Trade in used clothing is no longer a marginal by-product of consumption; it is a structured global market that has expanded sharply over three decades. Yet its governance remains fragmented. Harmonized System codes, waste definitions, and inspection practices were not designed to arbitrate between rewearable stock and low-grade waste. The result is regulatory ambiguity at a time when trade volumes leave little room for classification error. Circularity in this sector depends less on market growth than on whether border standards can differentiate value retention from waste displacement.
Import values in 2023 were more than thirteen times higher than in 1993, reflecting the integration of secondhand flows into formal trade channels rather than informal redistribution networks. The expansion has delivered clear economic opportunities for exporting and importing markets alike. At the same time, it has exposed structural weaknesses in classification and quality control systems that were not built for this level of volume or complexity.
Where customs codes do not distinguish granular quality grades, and where documentation does not reliably signal downstream handling, regulators face a practical dilemma. Consignments described as reusable garments may include a spectrum of conditions, from high-quality resale items to material that quickly becomes waste after arrival. The absence of precise definitions and enforceable sorting standards creates uneven incentives, rewarding exporters who move lower-grade stock under the same headings as higher-value goods.
The consequence is not merely administrative inefficiency. Importing countries can bear the cost of additional sorting, disposal, and environmental management when shipments do not meet commercial or reuse expectations. In this context, the trade question shifts from liberalisation to integrity. The issue is whether technical regulation can align classification, inspection, and liability in ways that protect legitimate reuse markets while preventing the transfer of disposal burdens across borders.
The analysis is set out in Making trade work for circularity: Improving circularity in secondhand clothing through trade regulation, a joint UNECE–ECLAC publication released by the United Nations in 2026.
The challenge is systemic rather than episodic. Without clearer regulatory architecture, the scale that makes secondhand clothing commercially significant also magnifies the risks of misclassification and waste leakage. Circular performance therefore hinges on rule design as much as on trade volume.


▸ Problem to solve:
Each line that contains the word "tick" is to be copied from the records below.

▸ Recorded information:
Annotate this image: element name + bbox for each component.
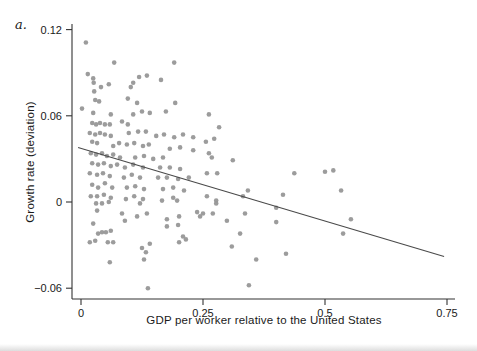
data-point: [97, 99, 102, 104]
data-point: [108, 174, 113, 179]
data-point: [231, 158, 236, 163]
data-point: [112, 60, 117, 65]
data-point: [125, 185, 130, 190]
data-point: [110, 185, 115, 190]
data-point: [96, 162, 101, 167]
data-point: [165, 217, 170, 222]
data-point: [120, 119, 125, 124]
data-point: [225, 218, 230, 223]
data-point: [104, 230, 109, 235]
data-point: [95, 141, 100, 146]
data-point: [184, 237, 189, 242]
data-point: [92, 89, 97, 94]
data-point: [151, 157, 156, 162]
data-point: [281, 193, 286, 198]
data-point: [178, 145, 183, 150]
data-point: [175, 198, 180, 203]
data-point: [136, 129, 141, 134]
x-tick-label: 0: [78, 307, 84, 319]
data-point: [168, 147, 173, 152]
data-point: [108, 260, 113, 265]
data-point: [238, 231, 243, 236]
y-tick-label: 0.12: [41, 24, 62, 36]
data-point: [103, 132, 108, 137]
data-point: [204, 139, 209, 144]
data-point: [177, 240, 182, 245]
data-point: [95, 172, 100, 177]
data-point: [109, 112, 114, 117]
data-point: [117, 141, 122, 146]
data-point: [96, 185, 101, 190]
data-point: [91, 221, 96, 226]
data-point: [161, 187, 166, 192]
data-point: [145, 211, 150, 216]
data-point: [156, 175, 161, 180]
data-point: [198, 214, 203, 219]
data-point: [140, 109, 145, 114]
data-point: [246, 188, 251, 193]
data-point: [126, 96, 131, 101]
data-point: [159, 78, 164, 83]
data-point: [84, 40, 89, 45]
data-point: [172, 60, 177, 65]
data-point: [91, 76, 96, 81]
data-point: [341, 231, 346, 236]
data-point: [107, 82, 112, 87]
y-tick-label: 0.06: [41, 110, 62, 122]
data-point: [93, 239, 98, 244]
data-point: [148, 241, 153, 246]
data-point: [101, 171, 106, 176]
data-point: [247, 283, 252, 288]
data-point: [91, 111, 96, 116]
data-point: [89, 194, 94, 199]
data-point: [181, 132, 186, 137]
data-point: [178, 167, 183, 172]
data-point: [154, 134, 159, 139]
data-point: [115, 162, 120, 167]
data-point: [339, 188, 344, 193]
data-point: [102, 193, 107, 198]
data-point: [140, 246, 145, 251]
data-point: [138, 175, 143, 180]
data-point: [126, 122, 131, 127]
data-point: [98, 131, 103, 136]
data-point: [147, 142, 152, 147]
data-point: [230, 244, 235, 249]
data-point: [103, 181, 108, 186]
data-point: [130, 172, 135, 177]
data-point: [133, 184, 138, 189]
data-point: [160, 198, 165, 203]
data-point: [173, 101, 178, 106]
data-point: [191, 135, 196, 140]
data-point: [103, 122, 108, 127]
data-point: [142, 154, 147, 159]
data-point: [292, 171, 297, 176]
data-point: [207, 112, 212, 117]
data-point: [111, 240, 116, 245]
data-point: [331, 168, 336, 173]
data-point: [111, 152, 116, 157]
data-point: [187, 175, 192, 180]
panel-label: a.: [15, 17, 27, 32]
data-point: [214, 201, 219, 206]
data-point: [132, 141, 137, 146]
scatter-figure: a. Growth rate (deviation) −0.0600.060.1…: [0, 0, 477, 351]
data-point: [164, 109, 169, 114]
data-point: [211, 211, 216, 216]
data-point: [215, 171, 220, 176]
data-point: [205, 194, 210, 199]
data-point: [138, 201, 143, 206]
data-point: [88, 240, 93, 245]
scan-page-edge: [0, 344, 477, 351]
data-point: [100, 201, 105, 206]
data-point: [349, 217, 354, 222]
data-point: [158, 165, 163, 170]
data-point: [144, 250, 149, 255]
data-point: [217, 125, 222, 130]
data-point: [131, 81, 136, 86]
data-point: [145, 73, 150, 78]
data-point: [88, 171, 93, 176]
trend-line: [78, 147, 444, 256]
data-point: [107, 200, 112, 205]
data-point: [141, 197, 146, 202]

▸ Expected answer:
x-tick-label: 0: [78, 307, 84, 319]
y-tick-label: 0.12: [41, 24, 62, 36]
y-tick-label: 0.06: [41, 110, 62, 122]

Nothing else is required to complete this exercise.